Joshua Fit de Battle ob Jerico
I Got a Home in Dat Rock
Roll Jordan, Roll
My Way’s Cloudy
Steal Away to Jesus
I Know Moon-Rise
Deep River
Down in the Valley
Swing Low Sweet Chariot
Ride In, Kind Savior
My Army Cross Over
Many Thousand Gone
We’ll Soon Be Free
I Thank God I’m Free at Las’
THE CIVIL WAR AMENDENTS
The Thirteenth Amendment (1865)
The Fourteenth Amendment (1868)
The Fifteenth Amendment (1870)
RECONSTRUCTION
Freedman’s Bureau (1865)
South Carolina Black Code (1864-1865)
Frederick Douglass’s Speech to the Thirty-second Annual
Convention of the American Anti-Slavery Society (1865)

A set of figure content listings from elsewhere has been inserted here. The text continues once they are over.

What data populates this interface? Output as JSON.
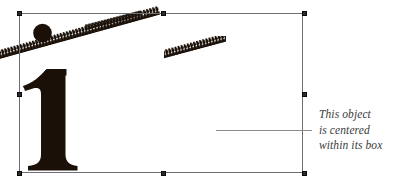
{
  "canvas": {
    "width": 398,
    "height": 183,
    "background": "#ffffff"
  },
  "selection": {
    "name": "object-bounding-box",
    "stroke_color": "#6e6e72",
    "handle_color": "#2b2b2e",
    "x": 19,
    "y": 13,
    "width": 284,
    "height": 160,
    "handles": [
      {
        "id": "top-left",
        "position": "top-left"
      },
      {
        "id": "top-center",
        "position": "top-center"
      },
      {
        "id": "top-right",
        "position": "top-right"
      },
      {
        "id": "middle-left",
        "position": "middle-left"
      },
      {
        "id": "middle-right",
        "position": "middle-right"
      },
      {
        "id": "bottom-left",
        "position": "bottom-left"
      },
      {
        "id": "bottom-center",
        "position": "bottom-center"
      },
      {
        "id": "bottom-right",
        "position": "bottom-right"
      }
    ]
  },
  "artwork": {
    "glyph": "i",
    "glyph_color": "#1a1008",
    "dot_color": "#1a1008",
    "ribbon_color": "#1a1008",
    "ribbons": [
      {
        "id": "ribbon-long",
        "description": "long diagonal sawtooth band"
      },
      {
        "id": "ribbon-short",
        "description": "short diagonal sawtooth band"
      }
    ]
  },
  "annotation": {
    "leader_line_color": "#8a8a8e",
    "text_color": "#3a3a3c",
    "lines": [
      "This object",
      "is centered",
      "within its box"
    ]
  }
}
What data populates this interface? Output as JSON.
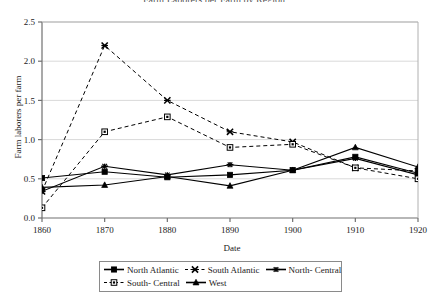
{
  "chart_data": {
    "type": "line",
    "title": "Farm Laborers per Farm by Region",
    "xlabel": "Date",
    "ylabel": "Farm laborers per farm",
    "x": [
      1860,
      1870,
      1880,
      1890,
      1900,
      1910,
      1920
    ],
    "xticklabels": [
      "1860",
      "1870",
      "1880",
      "1890",
      "1900",
      "1910",
      "1920"
    ],
    "yticklabels": [
      "0.0",
      "0.5",
      "1.0",
      "1.5",
      "2.0",
      "2.5"
    ],
    "yticks": [
      0.0,
      0.5,
      1.0,
      1.5,
      2.0,
      2.5
    ],
    "xlim": [
      1860,
      1920
    ],
    "ylim": [
      0.0,
      2.5
    ],
    "grid": "horizontal",
    "legend_position": "bottom",
    "series": [
      {
        "name": "North Atlantic",
        "marker": "filled-square",
        "line": "solid",
        "color": "#000000",
        "values": [
          0.51,
          0.59,
          0.52,
          0.55,
          0.61,
          0.78,
          0.57
        ]
      },
      {
        "name": "South Atlantic",
        "marker": "x-cross",
        "line": "dashed",
        "color": "#000000",
        "values": [
          0.34,
          2.2,
          1.5,
          1.1,
          0.97,
          0.64,
          0.6
        ]
      },
      {
        "name": "North- Central",
        "marker": "star-burst",
        "line": "solid",
        "color": "#000000",
        "values": [
          0.34,
          0.66,
          0.55,
          0.68,
          0.61,
          0.76,
          0.55
        ]
      },
      {
        "name": "South- Central",
        "marker": "open-square",
        "line": "dashed",
        "color": "#000000",
        "values": [
          0.13,
          1.1,
          1.29,
          0.9,
          0.94,
          0.64,
          0.5
        ]
      },
      {
        "name": "West",
        "marker": "filled-triangle",
        "line": "solid",
        "color": "#000000",
        "values": [
          0.39,
          0.42,
          0.53,
          0.41,
          0.61,
          0.9,
          0.65
        ]
      }
    ]
  }
}
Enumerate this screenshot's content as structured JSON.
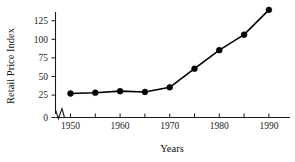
{
  "chart_data": {
    "type": "line",
    "title": "",
    "xlabel": "Years",
    "ylabel": "Retail Price Index",
    "x": [
      1950,
      1955,
      1960,
      1965,
      1970,
      1975,
      1980,
      1985,
      1990
    ],
    "values": [
      31,
      32,
      34,
      33,
      39,
      63,
      87,
      107,
      139
    ],
    "series": [
      {
        "name": "Retail Price Index",
        "values": [
          31,
          32,
          34,
          33,
          39,
          63,
          87,
          107,
          139
        ]
      }
    ],
    "xlim": [
      1948,
      1994
    ],
    "ylim": [
      0,
      140
    ],
    "x_tick_labels": [
      "1950",
      "1960",
      "1970",
      "1980",
      "1990"
    ],
    "x_tick_values": [
      1950,
      1960,
      1970,
      1980,
      1990
    ],
    "x_minor_tick_values": [
      1955,
      1965,
      1975,
      1985
    ],
    "y_tick_labels": [
      "0",
      "25",
      "50",
      "75",
      "100",
      "125"
    ],
    "y_tick_values": [
      0,
      25,
      50,
      75,
      100,
      125
    ],
    "grid": false,
    "legend": false,
    "axis_break": true,
    "marker": "filled-circle",
    "line_color": "#000000",
    "marker_color": "#000000",
    "axis_color": "#1a1a1a",
    "background_color": "#ffffff"
  }
}
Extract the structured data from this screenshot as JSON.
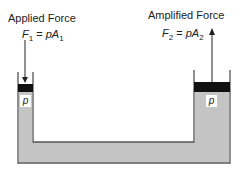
{
  "diagram": {
    "left": {
      "label": "Applied Force",
      "equation": {
        "lhs": "F",
        "lhs_sub": "1",
        "op": " = ",
        "rhs": "pA",
        "rhs_sub": "1"
      },
      "pressure_label": "p",
      "arrow": "down"
    },
    "right": {
      "label": "Amplified Force",
      "equation": {
        "lhs": "F",
        "lhs_sub": "2",
        "op": " = ",
        "rhs": "pA",
        "rhs_sub": "2"
      },
      "pressure_label": "p",
      "arrow": "up"
    },
    "colors": {
      "fluid": "#c4c4c4",
      "piston": "#111111",
      "wall": "#555555"
    }
  }
}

Blanche K. Bruce’s Speech to the United States Senate (1876)
Henry M. Turner’s Speech to the Georgia Legislature (1868)
Petition from Kentucky Citizens of Ku Klux Klan (1871)
THE EXODUSTERS
News Accounts from the Black Press (1879–1886)
CHARLES W. CHESNUTT
Po’ Sandy
The Wife of His Youth
PAUL LAURANCE DUNBAR
We Wear the Mask
Sympathy
A Negro Love Song
The Poet
BOOKER T. WASHINGTON
from Up from Slavery (1901)
The Atlanta Exposition Address (1895)
W. E. B Du BOIS
from The Souls of Black Folk (1903)
The Talented Tenth (1903)
IDA WELLS-BARNETT
from A Red Record (1895)
MARY CHURCH TERRELL
What Role Is the Educated Negro Women to Play in the Uplifting
of Her Race? (1902)
ANNA JULIA COPPER
from A Voice in the South (1892)
PLESSY V. FERGUSON (1896)
THE NIAGARA MOVEMENT (1905)
THE FOUNDING OF THE NAACP
Principles of the NAACP (1911)
The Crisis (1910)
Agitation (1910)
JACK JOHNSON
The Prize Fighter (1941)
JAMES WELDON JOHNSON
Lift Ev’ry Voice and Sing (1900)
from The Autobiography of an Ex-Coloured Man (1912)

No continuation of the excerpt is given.